While Watson was not working at Amazon then (she joined the firm in 2021), she mentioned, “My perception of him was different.”
Back then, Bezos was price an estimated $18.4 billion, based on Forbes, which made him the twenty sixth richest particular person in the world. Now, he’s worth an estimated $224 billion, and ranks fourth.
These days, Watson mentioned, “Jeff Bezos seems almost like royalty. He is so wealthy, and I know that he is the one that started Amazon – he’s very creative, and he’s a good organizer. He built it.
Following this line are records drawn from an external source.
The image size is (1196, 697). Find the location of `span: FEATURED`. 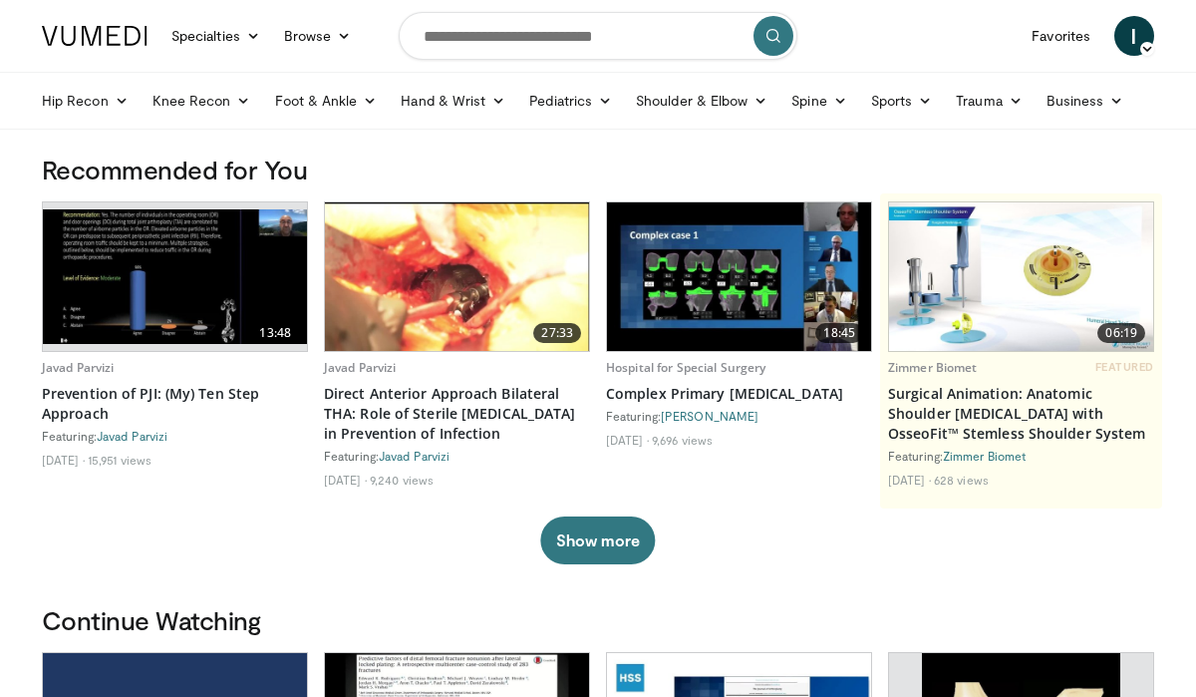

span: FEATURED is located at coordinates (1124, 367).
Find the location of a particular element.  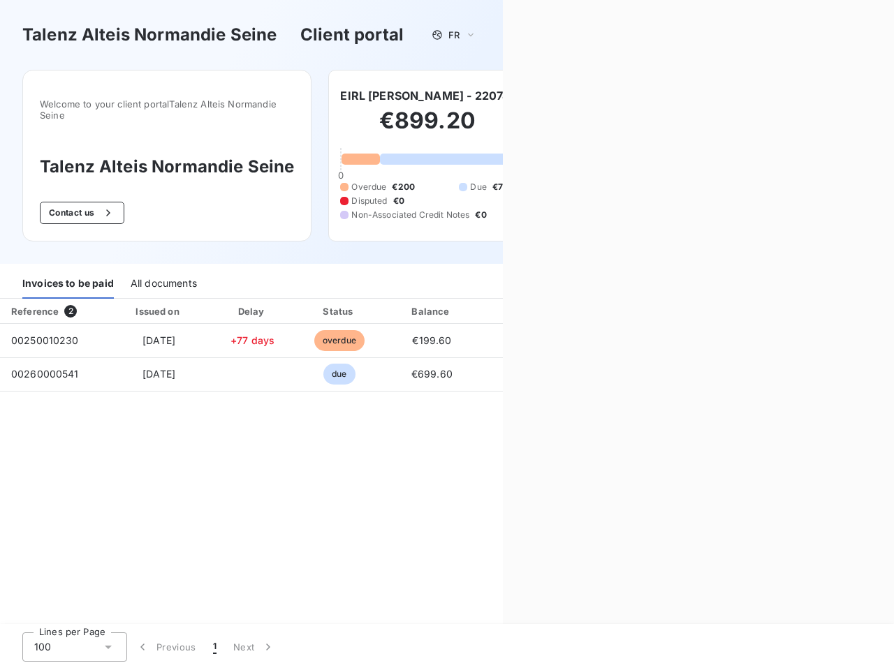

span: €700 is located at coordinates (504, 187).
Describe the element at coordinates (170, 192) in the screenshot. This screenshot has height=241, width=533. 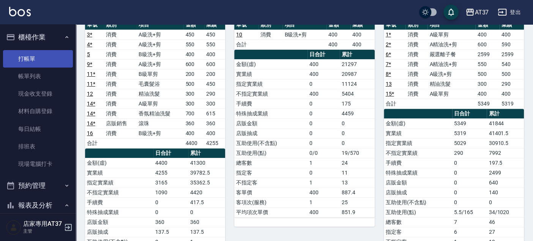
I see `td: 1090` at that location.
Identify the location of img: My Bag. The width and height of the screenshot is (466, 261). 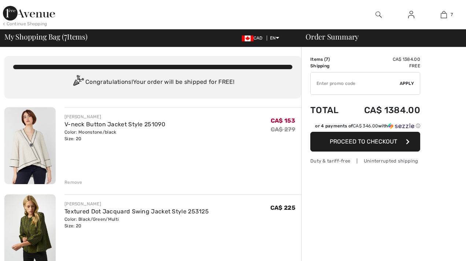
(443, 15).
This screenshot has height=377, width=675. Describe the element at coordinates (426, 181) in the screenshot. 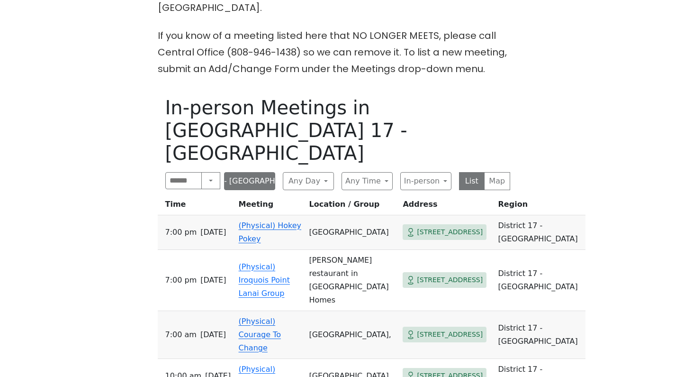

I see `button: In-person` at that location.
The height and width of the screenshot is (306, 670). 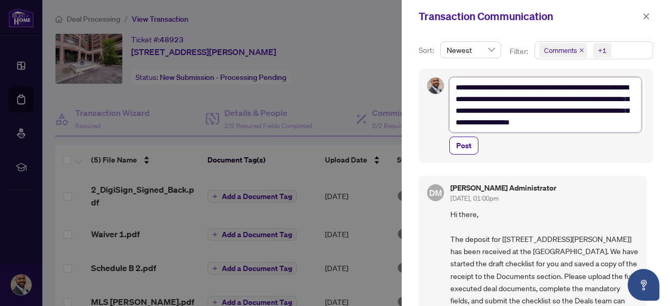 What do you see at coordinates (529, 16) in the screenshot?
I see `div: Transaction Communication` at bounding box center [529, 16].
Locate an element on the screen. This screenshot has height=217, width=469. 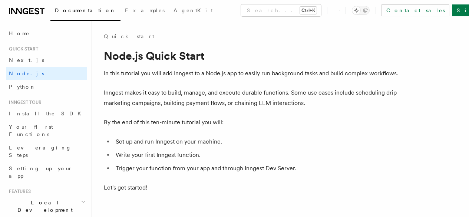
p: Let's get started! is located at coordinates (252, 187).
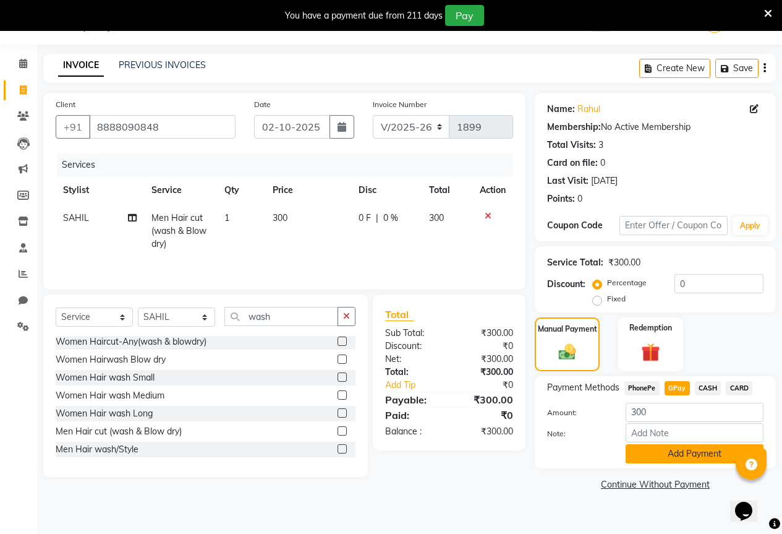  Describe the element at coordinates (737, 68) in the screenshot. I see `button: Save` at that location.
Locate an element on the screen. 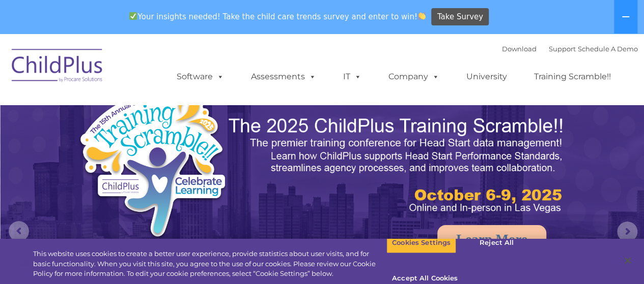 This screenshot has height=284, width=644. img: ChildPlus by Procare Solutions is located at coordinates (57, 67).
And now I feel like he’s celebrating his success and just not interested in us who are at this bottom tier.”
The Bezoses’ latest high-profile outings — together with a splashy wedding ceremony in Venice and a series of appearances at Paris Couture Week in January — have additionally made the hole between their life-style and that of most others extra obvious. That has made them a extra seen goal, too.
And but, with out their assist, this 12 months’s Met Gala — and its promotion of vogue as an artwork kind, and of the notion that celebrities can craft a story via clothes that entertains us and even helps us higher perceive our world — could have been extra modest in scale.
“What is important is that you need to evaluate the integrity of the institution, the profoundness of our program, and the proper use that is being applied for these funds,” mentioned Hollein.

What the Bezoses are offering funds for, he mentioned, are the museum and Costume Institute’s ethos and initiatives, not a donor’s private agenda. “This is not a show on Amazon. This is not a show on Lauren Sánchez’s dresses. One needs to be really clear that what our donors are supporting is the program of the Met, and the ideas of our curators, and the integrity of the institution,” he mentioned. “And they don’t want to have it any other way. That’s exactly the donors that we want, and those are the donors that museums like ours need to have.”
Wintour advised NCS in late 2025 that Sánchez Bezos can be “a wonderful asset to the museum and the event,” calling her a “great lover of costume and obviously of fashion.”
Indeed, it’s due to the Costume Institute and Met Gala that so many see vogue as they do at the moment. Hollstein pointed to final 12 months’s present on Black dandyism, for instance, or this 12 months’s, which can spotlight “not only the dialogue between different arts about the dressed body, but different body types.”
A museum, in spite of everything, shouldn’t be a donors’ playground, however a spot for the world to entry artwork.
“I always wanted to see the Met museum. I love art,” Watson mentioned. “Museums in general allow ordinary people — anyone — to come in and see, face to face, these priceless pieces of art.”